As a first-semester undergraduate, I thought philosophy was the most useless of all subjects in my curriculum. As an adult, I now believe philosophy is the most important of all subjects.
Epistemology, the study of how we know what we know, shapes how people argue, what counts as evidence, and even whether dialogue is possible. And explains why we often are talking past each other.
In other words, at a deep level, “political discussions,” which I now avoid, are not based on differences about personalities or policies, but are more deeply grounded in different ways of ascertaining “truth.”
Arguments about difficult subjects such as abortion seem irreconcilable because the philosophic assumptions are different:
“Life begins at conception” is a moral claim.
“Women should control their bodies” is an ethical-autonomy claim
“A fetus feels pain at X weeks” (empirical claim).
Debates on gender identity, race, or cultural identity illustrate epistemological divergences as well:
Subjective epistemology: identity is self-defined and validated by experience
Biological epistemology: identity is rooted in physical or genetic reality.
Social constructivism: identity categories are created by society and mutable.
When someone says “I am what I say I am” vs “Identity is rooted in biology”, they are not just disagreeing, they are using different knowledge frameworks.
For me, the greatest issue is post-modernism, which asserts that there is no such thing as universal truth, as in “your truth vs my truth.” For those of us whose intellectual framework is still the enlightenment, I find the biggest challenge lies precisely there.
Democracy, law, and social cooperation depend on some common epistemic ground. Grammatical rules for language, driving laws and what constitutes “crime” are examples.
If truth is subjective, how do we arbitrate disputes?
So different epistemologies make discourse difficult to impossible. It isn’t the existence of different answers, but different ways of determining answers.
Epistemology is the hidden engine of public conflict.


• What you should do:
Using the entries below, transcribe exactly the line containing "Task: Click on the a: dashboard" and each line that follows it to the end.

'''

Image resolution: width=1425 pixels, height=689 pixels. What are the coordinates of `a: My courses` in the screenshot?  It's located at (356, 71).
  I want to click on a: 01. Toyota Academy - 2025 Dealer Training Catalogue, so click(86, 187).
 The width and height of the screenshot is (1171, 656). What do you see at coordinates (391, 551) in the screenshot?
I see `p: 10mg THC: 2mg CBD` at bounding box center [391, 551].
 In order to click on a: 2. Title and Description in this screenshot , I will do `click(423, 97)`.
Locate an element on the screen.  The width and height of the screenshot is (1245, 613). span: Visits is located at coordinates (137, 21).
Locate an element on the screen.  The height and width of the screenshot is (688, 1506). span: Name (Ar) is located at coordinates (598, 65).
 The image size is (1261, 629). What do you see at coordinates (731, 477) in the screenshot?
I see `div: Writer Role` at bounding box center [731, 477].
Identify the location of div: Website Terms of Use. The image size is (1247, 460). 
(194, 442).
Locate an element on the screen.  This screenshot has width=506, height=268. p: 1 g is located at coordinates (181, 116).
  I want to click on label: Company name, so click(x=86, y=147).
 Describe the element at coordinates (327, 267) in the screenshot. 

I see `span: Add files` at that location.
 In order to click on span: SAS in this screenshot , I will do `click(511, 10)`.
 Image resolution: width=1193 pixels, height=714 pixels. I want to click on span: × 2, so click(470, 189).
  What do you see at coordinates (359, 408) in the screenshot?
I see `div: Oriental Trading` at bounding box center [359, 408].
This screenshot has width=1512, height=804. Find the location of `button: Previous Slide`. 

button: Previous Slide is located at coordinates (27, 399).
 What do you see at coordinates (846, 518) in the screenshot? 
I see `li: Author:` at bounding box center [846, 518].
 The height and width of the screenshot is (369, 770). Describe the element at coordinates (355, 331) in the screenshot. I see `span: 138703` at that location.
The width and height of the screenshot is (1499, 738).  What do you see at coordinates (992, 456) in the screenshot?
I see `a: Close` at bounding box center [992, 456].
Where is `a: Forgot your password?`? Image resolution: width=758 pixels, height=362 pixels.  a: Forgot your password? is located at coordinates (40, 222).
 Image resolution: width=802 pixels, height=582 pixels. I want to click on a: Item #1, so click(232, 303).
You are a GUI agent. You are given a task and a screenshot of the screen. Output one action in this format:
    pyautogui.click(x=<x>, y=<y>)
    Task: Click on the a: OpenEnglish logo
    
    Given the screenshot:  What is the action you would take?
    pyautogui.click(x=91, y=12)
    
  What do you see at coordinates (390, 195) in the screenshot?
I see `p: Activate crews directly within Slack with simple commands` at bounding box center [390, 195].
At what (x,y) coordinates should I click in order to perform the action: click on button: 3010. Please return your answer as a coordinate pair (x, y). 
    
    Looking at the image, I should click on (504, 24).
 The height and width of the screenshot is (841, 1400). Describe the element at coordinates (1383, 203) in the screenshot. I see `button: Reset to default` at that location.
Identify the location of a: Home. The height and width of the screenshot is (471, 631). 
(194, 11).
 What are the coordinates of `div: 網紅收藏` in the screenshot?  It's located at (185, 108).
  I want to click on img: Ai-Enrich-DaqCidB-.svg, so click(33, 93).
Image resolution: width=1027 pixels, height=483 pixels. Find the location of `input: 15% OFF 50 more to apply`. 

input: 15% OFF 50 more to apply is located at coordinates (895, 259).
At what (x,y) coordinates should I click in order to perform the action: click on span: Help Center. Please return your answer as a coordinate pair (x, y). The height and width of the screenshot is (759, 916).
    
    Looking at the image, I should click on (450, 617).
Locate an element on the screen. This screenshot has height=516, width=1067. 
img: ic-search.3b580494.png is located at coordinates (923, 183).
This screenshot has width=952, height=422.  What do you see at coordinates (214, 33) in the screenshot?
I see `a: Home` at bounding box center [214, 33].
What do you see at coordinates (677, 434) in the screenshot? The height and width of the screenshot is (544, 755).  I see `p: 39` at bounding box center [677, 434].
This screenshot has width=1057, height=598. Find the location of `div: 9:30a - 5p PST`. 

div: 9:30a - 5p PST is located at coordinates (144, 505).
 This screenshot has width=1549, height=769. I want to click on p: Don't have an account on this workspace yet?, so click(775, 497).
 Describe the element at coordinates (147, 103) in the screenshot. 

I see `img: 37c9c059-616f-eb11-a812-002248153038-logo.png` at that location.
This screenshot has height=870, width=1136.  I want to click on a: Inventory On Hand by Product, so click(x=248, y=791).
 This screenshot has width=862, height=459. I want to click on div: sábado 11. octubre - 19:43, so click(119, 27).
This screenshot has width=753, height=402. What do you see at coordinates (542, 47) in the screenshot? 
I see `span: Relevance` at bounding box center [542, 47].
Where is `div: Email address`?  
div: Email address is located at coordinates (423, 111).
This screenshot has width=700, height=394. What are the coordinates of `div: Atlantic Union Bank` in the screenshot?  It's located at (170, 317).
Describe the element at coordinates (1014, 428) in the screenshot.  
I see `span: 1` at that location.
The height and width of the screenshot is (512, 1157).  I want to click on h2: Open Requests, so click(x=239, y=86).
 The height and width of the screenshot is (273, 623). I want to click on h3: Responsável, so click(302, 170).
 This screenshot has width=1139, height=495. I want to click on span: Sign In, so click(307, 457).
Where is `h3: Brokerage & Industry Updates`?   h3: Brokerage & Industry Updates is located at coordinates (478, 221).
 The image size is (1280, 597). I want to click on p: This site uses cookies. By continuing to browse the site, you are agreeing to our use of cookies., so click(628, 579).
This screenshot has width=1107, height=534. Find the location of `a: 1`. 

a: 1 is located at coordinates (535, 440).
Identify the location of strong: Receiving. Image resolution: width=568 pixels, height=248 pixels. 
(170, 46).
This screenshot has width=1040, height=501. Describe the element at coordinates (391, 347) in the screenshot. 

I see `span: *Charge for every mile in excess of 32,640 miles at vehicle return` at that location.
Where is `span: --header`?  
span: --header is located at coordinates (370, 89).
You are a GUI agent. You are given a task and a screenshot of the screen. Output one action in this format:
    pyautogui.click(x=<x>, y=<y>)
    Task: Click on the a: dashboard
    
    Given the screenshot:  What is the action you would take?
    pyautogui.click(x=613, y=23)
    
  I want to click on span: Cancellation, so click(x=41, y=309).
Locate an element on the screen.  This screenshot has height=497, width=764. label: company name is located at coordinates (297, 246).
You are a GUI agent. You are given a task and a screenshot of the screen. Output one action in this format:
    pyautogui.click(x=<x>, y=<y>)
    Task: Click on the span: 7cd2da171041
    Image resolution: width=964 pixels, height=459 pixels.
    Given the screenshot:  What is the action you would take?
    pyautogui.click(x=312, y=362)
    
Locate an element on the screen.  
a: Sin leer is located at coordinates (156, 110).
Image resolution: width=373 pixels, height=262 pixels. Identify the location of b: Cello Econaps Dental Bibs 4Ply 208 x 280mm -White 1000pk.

'''

• Exercise result:
    Task: Click on the a: dashboard
    
    Given the screenshot:  What is the action you would take?
    pyautogui.click(x=613, y=23)
    
  I want to click on span: Cancellation, so click(x=41, y=309).
Locate an element on the screen.  This screenshot has height=497, width=764. label: company name is located at coordinates (297, 246).
You are a GUI agent. You are given a task and a screenshot of the screen. Output one action in this format:
    pyautogui.click(x=<x>, y=<y>)
    Task: Click on the span: 7cd2da171041
    Image resolution: width=964 pixels, height=459 pixels.
    Given the screenshot:  What is the action you would take?
    pyautogui.click(x=312, y=362)
    
Locate an element on the screen.  
a: Sin leer is located at coordinates (156, 110).
Image resolution: width=373 pixels, height=262 pixels. Identify the location of b: Cello Econaps Dental Bibs 4Ply 208 x 280mm -White 1000pk.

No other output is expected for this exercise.